Thursday, September 4, 2014

As years go by

Marianne Faithfull, once hip, is now another grandmother with a broken hip;
Marianne Faithfull, who had her first hit record in 1964, a song written by a 20-year-old Mick Jagger and his friend Keith Richards, is rock 'n' roll. She was 17, a primly blond Brit who elicited aristocratic fantasies. Approaching her at a party where members of the Beatles and the Rolling Stones were in attendance, Stones manager Andrew Loog Oldham said, "I'm gonna make you a star, and that's just for starters, baby!"
In the ensuing decades, Faithfull lived a multiplicity of lives, riding and, at times, nearly being destroyed by an ecstatic energy she helped unleash. She was the "It Girl." A pop ingénue in '64, a headliner in '65, a torrid one-night stand of Richards's in '66, the muse and partner of Jagger for several years, the singer who rejected Bob Dylan, Miss X at the notorious Redlands drug bust in '67, best friends with model Anita Pallenberg; dabbler in black magic and hallucinogens.
Lately bedridden;
Faithfull is 67, splits her time between Dublin and Paris, smokes (e-cigarettes), walks, sings, writes, thinks. Though no longer the sex symbol she once was, she's still beautiful. I caught up with her by phone in Paris. She'd broken a hip this summer, which, along with another injury, gave her time to reflect. "Six months on your back will do that," she told me.
Time, time, time. Not on her side. No it isn't.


> [ASSIGNMENT]:
A bare number is required: the count of lines in the material below that hold the word "Technical".

> [DATA SHOWN]:
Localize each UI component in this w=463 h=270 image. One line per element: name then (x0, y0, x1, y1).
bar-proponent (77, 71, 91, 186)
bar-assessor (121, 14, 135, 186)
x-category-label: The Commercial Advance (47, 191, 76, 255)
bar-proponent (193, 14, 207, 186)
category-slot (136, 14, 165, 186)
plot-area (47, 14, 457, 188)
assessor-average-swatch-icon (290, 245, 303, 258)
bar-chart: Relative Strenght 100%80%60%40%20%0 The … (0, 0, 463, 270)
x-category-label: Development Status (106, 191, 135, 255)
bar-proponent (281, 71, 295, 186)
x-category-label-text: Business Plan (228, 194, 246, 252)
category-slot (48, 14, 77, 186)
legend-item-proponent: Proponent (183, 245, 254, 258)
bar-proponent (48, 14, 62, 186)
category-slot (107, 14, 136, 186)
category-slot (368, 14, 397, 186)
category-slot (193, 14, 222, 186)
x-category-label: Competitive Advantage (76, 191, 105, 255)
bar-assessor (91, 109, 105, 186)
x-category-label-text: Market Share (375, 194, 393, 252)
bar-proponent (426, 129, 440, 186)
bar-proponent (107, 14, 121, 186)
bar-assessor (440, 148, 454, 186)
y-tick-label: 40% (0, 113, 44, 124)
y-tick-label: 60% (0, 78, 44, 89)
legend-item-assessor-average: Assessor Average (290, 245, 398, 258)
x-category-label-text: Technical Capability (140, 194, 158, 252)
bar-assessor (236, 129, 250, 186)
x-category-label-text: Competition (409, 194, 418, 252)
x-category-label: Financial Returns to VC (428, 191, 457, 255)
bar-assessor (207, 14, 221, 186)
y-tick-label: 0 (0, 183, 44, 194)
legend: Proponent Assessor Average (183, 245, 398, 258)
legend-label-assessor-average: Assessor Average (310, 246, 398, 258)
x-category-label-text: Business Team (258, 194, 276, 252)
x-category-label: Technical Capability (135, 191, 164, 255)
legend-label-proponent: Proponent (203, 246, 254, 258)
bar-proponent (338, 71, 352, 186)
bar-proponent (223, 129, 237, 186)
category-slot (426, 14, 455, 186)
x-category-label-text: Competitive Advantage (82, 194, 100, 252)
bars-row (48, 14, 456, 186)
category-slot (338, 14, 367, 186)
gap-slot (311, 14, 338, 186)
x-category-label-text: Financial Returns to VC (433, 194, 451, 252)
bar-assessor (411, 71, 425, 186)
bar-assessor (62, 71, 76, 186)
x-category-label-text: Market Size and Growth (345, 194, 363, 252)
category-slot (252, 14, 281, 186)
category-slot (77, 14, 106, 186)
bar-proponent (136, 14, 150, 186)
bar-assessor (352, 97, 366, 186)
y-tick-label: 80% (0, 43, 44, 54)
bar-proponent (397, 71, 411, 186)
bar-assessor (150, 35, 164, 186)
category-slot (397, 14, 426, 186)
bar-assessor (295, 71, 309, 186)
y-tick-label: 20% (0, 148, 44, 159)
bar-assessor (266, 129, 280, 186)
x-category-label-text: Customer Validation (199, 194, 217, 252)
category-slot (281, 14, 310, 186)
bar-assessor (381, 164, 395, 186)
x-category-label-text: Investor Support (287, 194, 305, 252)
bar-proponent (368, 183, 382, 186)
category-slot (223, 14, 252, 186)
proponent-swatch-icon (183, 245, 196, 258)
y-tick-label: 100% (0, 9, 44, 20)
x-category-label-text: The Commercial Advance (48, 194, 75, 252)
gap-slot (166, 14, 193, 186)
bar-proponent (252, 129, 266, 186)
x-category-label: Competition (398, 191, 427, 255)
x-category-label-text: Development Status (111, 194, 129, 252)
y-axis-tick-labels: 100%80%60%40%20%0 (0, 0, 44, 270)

> [COMPLETED TASK]:
2